Sunday, August 03, 2008

 

Well Done Ramps!

From the game of politics to the real sport of cricket, I was delighted to read that Ramprakash has made it, aged 38, to 100 first class cricket centuries. Ever since I read about the 16 year-old prodigy at Middlesex, I have followed his career with interest, not losing any when he moved to Surrey to become even more prolific. I saw him play in that classic but, for an English fan, awful, rout inspired by Curtly Ambrose in 1994 when we were skittled out for 46 at the Queen's Park Oval. Ramps was looking quite good, I recall, but was run out, to the crowd's huge delight, for a single figure score. I remember also being part of a crowd, watching him in the nets at Newlands in 1996; we lost again. Oh Lor! Ramprkash and Tests did not seem to go together.

It is a sporting tragedy that Ramprakash, by common consent the best batsman of his generation, only scored two Test centuries in 52 appearances. I once saw him close up at Old Trafford as he came out to bat in a Test: his face was pale and frozen and he barely made it into double figures before feebly surrendering his wicket. It was obvious he wanted to play for his country more than anything else in the universe, but wanting it that much counts for little unless a player can control the nerves which always accompany such intensity desire. Graham Hick, another prodigious run gatherer at the county level, suffered from similar wobbles when wearing an England cap- he scored only 6 centuries at that level and was responsible for equal industrial amounts of disappointment.

The selectors probably did right by Ramps but in the end could not justify such a prolonged incidence of under-achievement. Mind you, I entertained just a teensy hope they might select him this year when he started with such a flourish; it would have been against the grain of regular selections, but then so was Darren Pattinson's and didn't Tom Graveney have a successful twi-light career recall?

Ramps had to wait 11 innings after reaching 99 back on the 3rd May but has reached his ton of tons reasonably quickly in 676 innings. Geoff Boycott will probably gloat, as is his wont, that he 'didn't beat my 645!'[nor, indeed bradman's sensational 295] but it is a tremendous achievement to put alongside his dancing trophies on the mantel-piece. I see that Vaughan has resigned his captaincy after 5 years at the helm. He did well to come back after injury and will go down as the skipper who regained the Ashes in 2005, but his recent run of poor scores was impossible to reconcile with a place in the team; his jumping before being pushed was probably wise. One wishes Gordon Brown might consider a similar move...?

PS Who do you fancy for his successor? I feel KP might just nick it; Strauss has a case for him but his form has been temperamental. And you might say Flintoff has made a bit of a case for himself during this last Headingly Test when he single-handedly manufactured an England fight-back.

Comments:
I can't see KP in Downing St, somehow.

But if you mean the England team, I suspect it will be KP. I think they will want unify the one-day and test captaincy now Colly has also said he is stepping down, ans Strauss doesn't play in the one day game.

But be careful of what you wish for. Vaughan has won more tests than any other England captain, and captaining a cricket team is not the same as football where the captain tosses the coin and that's it.

If KP becomes captain and loses form the side will be immeasurably weakened. By far the best solution would have been to move Vaughan down the order and allow Bell to come in at 3. With Vaughan being out of form we were always finding ourselves going from 53-0 wicket to 55-2 and the crisis mentality kicked in. Bell would have steadied the ship and allowed Michael to make runs with less pressure lower down the order.

Still... every cloud, and now Yorkshire can at last start to benefit from the talents of Hoggard and Vaughan that have been so sadly missing over the last 6-7 years.
 
I'd have brought Ramps back into the Test team for last winter's tour and made him Captain following MPV's resignation. He's a much more rounded character now and I am convinced that given the opportunity, he could do a Washbrook/Graveney/Illingworth and enjoy an Indian summer with England. It shold not be forgotten that both Gooch and Stewart made Test tons in the relatively recent past when they were older than Ramps is now.

As for MPV, he'll be back to face the Aussies next year, and probably as Captain. Think Brearley-Botham-Brearley.
 
Paul
Intriguing suggestion re Vaughan being back for the Ashes. He'll have to score more than a few runs to do that though.
 
The Vaughan comeback scenario would basically involve KP either "doing a Fred" this winter in the West Indies and getting involved in some crazy, drunken incident, or else "doing a Beefy" and completely losing all semblance of form. Neither are out of the question in my view.

Assuming Strauss is still persona-non-grata, the selectors would then be left with the dilemma of handing the Ashes captaincy to Cook - a big gamble - or going back to a proven winner in Vaughan - provided, as you rightly say, he has made some runs for Yorkshire by then.
 
Paul
KP has a number of faults but they are mostly of the hubristic variety; he seems a bit of a reformed character these days even in respect of his ego. I don't think either that booze is a weakness for him so I don't see him 'doing a Fred' personally, but agree it can't be ruled out.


> _Brief_
Every line below that contains the word "interactable" must be copied.

**** Records for the task ****

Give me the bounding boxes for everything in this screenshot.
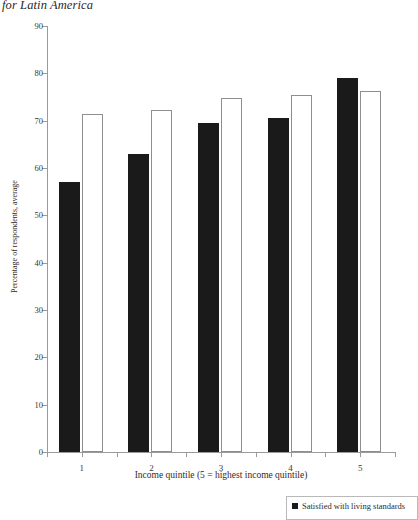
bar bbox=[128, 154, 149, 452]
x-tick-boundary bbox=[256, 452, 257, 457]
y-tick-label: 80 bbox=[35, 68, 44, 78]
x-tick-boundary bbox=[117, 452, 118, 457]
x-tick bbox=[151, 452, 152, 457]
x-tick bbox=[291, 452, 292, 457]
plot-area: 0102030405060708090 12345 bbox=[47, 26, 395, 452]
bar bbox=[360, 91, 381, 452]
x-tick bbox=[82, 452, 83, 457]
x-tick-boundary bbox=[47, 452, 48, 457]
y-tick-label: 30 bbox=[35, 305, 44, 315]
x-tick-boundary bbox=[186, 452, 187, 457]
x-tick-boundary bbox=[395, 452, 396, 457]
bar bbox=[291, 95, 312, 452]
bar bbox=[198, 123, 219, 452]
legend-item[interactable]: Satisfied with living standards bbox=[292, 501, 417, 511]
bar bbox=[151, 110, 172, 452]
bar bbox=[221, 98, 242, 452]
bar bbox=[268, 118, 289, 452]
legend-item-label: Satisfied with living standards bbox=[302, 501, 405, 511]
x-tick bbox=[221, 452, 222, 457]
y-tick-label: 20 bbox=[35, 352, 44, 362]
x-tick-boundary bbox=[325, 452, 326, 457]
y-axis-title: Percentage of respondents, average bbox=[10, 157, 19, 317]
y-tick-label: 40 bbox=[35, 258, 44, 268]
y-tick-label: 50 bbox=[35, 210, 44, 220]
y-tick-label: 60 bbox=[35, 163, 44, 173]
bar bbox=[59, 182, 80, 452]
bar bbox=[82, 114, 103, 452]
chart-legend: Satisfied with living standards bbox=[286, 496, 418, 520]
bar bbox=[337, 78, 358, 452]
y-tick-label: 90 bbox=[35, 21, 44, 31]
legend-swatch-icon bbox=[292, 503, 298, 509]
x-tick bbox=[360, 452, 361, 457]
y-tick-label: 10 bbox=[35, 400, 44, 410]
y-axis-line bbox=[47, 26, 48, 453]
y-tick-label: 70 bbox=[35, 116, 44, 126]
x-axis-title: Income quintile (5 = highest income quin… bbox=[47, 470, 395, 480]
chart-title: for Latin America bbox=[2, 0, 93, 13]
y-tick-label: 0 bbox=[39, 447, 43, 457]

****
**** Records for the task ****

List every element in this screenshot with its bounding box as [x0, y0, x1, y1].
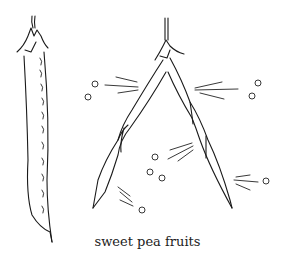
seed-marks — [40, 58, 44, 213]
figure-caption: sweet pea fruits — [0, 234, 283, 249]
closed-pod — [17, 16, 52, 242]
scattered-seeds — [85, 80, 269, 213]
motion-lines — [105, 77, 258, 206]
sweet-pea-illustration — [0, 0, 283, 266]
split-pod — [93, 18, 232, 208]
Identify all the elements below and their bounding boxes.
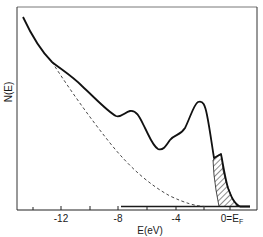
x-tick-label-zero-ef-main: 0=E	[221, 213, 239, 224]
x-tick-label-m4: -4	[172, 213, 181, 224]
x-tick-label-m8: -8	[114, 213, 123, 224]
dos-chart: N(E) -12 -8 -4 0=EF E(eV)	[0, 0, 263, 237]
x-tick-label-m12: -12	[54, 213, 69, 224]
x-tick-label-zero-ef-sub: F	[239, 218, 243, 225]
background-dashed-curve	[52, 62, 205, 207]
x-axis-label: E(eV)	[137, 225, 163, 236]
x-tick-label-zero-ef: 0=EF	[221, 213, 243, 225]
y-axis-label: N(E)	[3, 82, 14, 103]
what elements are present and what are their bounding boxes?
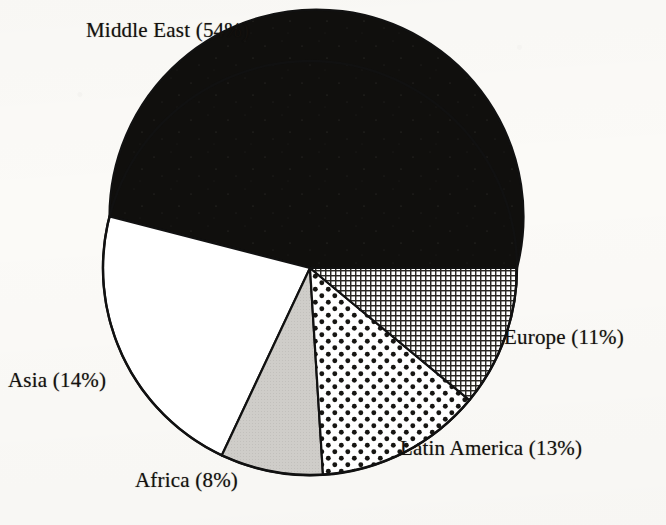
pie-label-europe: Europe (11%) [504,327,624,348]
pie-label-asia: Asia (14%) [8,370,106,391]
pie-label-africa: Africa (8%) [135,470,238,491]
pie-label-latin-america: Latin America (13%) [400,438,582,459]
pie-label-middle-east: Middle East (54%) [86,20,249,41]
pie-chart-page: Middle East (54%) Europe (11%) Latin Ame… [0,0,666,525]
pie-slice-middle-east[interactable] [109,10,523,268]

****
**** Records for the task ****

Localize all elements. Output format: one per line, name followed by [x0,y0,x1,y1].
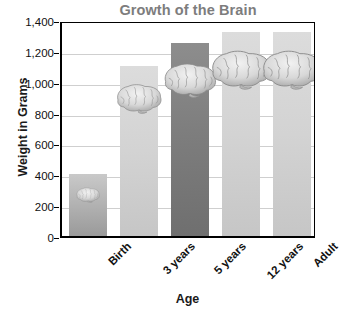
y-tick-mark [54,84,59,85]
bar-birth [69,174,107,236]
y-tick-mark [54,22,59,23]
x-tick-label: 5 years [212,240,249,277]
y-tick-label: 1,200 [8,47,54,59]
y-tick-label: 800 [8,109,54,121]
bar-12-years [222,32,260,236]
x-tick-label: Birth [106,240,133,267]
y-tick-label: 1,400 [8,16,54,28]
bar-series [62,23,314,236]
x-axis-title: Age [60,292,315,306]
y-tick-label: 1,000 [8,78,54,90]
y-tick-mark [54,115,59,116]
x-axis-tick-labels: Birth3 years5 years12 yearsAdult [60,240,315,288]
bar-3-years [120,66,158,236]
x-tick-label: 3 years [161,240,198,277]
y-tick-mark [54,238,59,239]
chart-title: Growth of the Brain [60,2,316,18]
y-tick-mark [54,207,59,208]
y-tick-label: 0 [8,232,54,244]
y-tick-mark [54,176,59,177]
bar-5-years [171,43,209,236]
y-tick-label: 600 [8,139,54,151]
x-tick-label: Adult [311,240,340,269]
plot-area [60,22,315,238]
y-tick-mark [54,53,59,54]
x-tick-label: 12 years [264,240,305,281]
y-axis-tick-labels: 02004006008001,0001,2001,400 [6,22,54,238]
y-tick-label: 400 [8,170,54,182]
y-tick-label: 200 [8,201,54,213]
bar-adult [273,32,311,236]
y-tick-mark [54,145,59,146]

****

> _Solved problem_
legend-item[interactable]: Satisfied with living standards bbox=[292, 501, 417, 511]
pie-slice-middle-east[interactable] [109,10,523,268]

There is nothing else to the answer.